Just as we got used to the monotony of our existence, people started moving us about.
Many of my brothers were packed into a tall stoneware jar filled with rice straw. I didn’t know where we were going; I didn’t care either. I was a young tea bowl who simply wanted a change in surroundings. I was patient, really, just not as much as my brothers. When callused hands lifted me up, I tried to sing. I was about to join them on a new voyage!
“There you are!” My potter-father laughed as he picked me out. “Thought someone else packed you into a Dusun jar already.” With that, he set me on a ledge with a few other tea bowls. How I wished I could leap into that big jar and join my kin! I tried to wobble but failed to move even an inch. For the second time in my short life, I longed for the ability to walk.
In this pivotal separation from those dearest to me, I discovered my meaning in life.
I was, to my astonishment, a life-giving ceramic, an eminently important pottery, a vessel to satiate thirst. In other words, I served hot tea. In my father’s home, people drank from me, looked at me and complimented the witty characters on me.  I was useful; I felt appreciated. No wonder I was called ! Tea leaves, I found out from my neighbouring pair of chopsticks, were compressed into cakes and grounded in a stone mortar. The powder was then boiled in an earthenware kettle and served within me. What advancement! Tea was first discovered when an emperor was accidentally served water boiled with some wild tea leaves. It used to be that only fresh leaves were boiled; now they were dried, powdered and prepared only when needed. Such anecdotes filled my life with colour. Sometimes, I was so busy that I even forgot to miss my family. It was an honest, down-to-earth existence.
All along, I had obeyed the wishes of my father. He had moulded, painted, glazed, fired and retrieved me. Whatever complaints I had, I kept to myself. Like all Chinese, filial piety was ingrained within me.
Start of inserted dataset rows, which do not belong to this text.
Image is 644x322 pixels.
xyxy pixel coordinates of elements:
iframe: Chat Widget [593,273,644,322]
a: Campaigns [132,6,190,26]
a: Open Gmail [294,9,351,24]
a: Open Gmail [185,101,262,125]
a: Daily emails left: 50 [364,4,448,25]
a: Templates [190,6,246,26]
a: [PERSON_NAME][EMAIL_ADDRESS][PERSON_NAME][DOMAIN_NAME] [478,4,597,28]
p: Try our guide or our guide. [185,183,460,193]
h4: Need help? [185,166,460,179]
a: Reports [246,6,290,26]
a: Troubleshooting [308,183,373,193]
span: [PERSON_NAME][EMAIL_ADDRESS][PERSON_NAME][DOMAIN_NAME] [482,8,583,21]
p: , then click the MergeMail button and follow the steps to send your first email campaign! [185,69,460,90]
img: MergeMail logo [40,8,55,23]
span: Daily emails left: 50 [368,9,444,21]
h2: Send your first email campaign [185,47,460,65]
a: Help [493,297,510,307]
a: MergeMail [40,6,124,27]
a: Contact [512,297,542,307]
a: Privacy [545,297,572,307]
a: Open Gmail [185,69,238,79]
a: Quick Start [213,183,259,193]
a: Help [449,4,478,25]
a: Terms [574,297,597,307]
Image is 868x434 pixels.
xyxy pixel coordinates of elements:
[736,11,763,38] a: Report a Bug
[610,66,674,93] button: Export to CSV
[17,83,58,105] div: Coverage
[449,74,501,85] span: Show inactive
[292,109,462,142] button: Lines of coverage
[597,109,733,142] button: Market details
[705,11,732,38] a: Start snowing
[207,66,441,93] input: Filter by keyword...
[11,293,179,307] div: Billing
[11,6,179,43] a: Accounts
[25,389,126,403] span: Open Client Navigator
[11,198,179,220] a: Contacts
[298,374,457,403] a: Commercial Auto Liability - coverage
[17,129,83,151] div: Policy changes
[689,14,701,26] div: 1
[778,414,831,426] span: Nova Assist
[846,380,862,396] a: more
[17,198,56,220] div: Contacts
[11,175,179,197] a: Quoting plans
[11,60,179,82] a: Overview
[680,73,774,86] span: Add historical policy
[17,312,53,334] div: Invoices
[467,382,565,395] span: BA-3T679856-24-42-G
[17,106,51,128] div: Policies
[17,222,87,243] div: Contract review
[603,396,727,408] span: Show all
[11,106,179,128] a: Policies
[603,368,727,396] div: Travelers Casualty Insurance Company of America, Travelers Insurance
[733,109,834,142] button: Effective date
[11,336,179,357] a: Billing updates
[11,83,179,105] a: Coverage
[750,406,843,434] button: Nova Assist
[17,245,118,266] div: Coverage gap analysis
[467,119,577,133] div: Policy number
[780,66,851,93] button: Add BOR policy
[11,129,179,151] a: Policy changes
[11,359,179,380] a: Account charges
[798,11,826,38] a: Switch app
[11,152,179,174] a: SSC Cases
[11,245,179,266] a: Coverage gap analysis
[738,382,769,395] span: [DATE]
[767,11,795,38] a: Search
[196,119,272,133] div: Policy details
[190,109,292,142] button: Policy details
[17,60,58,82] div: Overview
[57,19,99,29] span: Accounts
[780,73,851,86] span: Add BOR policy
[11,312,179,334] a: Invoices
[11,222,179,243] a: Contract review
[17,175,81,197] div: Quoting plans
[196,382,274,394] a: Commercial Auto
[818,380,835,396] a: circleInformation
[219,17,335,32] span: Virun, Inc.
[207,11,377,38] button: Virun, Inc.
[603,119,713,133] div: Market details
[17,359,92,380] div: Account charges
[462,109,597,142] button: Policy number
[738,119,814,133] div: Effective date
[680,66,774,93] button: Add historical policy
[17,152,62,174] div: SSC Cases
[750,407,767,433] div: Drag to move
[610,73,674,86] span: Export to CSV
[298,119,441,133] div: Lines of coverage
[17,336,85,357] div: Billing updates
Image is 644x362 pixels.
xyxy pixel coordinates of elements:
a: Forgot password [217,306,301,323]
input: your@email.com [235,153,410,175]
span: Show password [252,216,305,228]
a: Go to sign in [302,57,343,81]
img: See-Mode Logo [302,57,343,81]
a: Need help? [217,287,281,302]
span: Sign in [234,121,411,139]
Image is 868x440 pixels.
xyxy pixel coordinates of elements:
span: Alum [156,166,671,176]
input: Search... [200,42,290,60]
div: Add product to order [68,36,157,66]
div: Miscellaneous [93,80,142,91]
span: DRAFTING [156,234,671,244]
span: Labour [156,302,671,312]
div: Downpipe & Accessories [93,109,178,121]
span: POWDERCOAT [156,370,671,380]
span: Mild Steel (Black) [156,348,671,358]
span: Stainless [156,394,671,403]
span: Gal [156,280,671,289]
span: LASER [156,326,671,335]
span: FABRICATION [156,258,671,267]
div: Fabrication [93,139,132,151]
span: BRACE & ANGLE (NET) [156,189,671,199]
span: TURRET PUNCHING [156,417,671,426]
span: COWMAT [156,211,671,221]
It was an everlasting regret that I couldn’t bid him farewell, that I left without a word. This father-son separation was, perhaps, preordained.
Under the pale glow of the midnight moon, a street urchin sneaked into my home and stole some pottery. Against my will, I was removed from where I had led a humble, diligent life. I tried not to blame him for his actions – he was dirty, starving and, I later found out, needed medicine for his ailing wife.
The next morning, this fellow displayed me on a rickety table along the crowded Changsha streets. Pudgy fingers picked me up; greasy ones held me; dirty hands touched my face. My pain was beyond expression.
Just when I was about to give up all hope of finding a kind mistress, soft hands picked me up and I heard singsong laughter. Coins exchanged hands. Wrapped in paper, tied with strings, I bobbed towards the next phase of my life.
“Aara, do you really like the bowl that much?” I heard the muffled voice of a man.
“Why? Don’t you find it attractive?” Chiming laughter.
“Well, it’s just a – Okay, okay, it’s attractive.” The conversation continued in this vein until the two lovebirds parted.
The bobbing motions ceased. Without ceremony, the wrapping papers were torn off to reveal the sights of my new home: a luxurious red themed room. Somehow, I became the property of a Chinese courtesan.
This exclusive courtesan, Lady Aara, entertained different men each night – sometimes one after another in a space of hours; sometimes a few of them all at one go. She would play music, recite poetry and dance. She mediated important meetings between noblemen, officials and businessmen with the subtle touch of a refined lady. By ceramics standard, she was beautiful. Her cheeks were brushed with white slip before being painted with a muted pink glaze.
And I, fortunately, was her latest obsession. She found great irony in drinking wine or water from me – everything but tea. I was a tea bowl that didn’t serve tea. She talked to me all the time and laughed at her silliness in conversing with a tea bowl. She confessed that she didn’t love the ambassador courting her. That she was in love with a humble navigator. She spoke of the moons and butterflies, of the inexorable tides of life. I couldn’t help but be frustrated with her languorous reflections. She shared her desire to leave the brothel with the ambassador (whom she didn’t love) before eloping with the navigator (whom she did).
Weeks passed. After a maelstrom of activities, I found myself on an Arab dhow. Lady Aara had agreed to accompany the ambassador on his trip to the Middle Eastern countries; she had feigned shyness and reluctance, but knew right at the outset that she would consent for her illicit lover would be onboard too. The ambassador brought along an array of imperial gifts, including silver jars, gold ware, exquisite blue-white ceramics and a most magnificent ewer. I wished he could cease his monologue on the impressiveness of the dhow and allowed me to soak in the entire atmosphere. Whoever cares that the dhow was tied together with coconut fibres and no nails or screws was used in its construction? I had more important things on my mind than the Indian woods used to construct this ship.
Pottery have no love, they have duty. It was what I had always believed in, until I laid my eyes on the dragon headed ewer. She was a beautiful ewer with incised lozenges and clouds, made of glazed stoneware. Unlike brown-glazed Changsha ceramics, she has brilliant copper-green dyes splashing across her white slip. Probably from the Gongxian kilns, I supposed. She whispered the way willows sang in the wind – sprightly, genteel and sensual all at once. I began to empathise with my lovelorn Lady Aara.
This dhow journey was pleasant enough. Lady Aara abused me and kept plying the ambassador with wine; once he was drunk, the mistress would sneak out to meet her seafarer. Meanwhile, whenever I wasn’t working, I conversed with the ewer about moons, butterflies and the inexorable tides of life. I quoted a few lines I saw on another tea bowl:Until this elegant ewer knows that she should be my wife, I better tone down my heavy Changsha accent. Especially with that octagonal gold cup jousting for her attention.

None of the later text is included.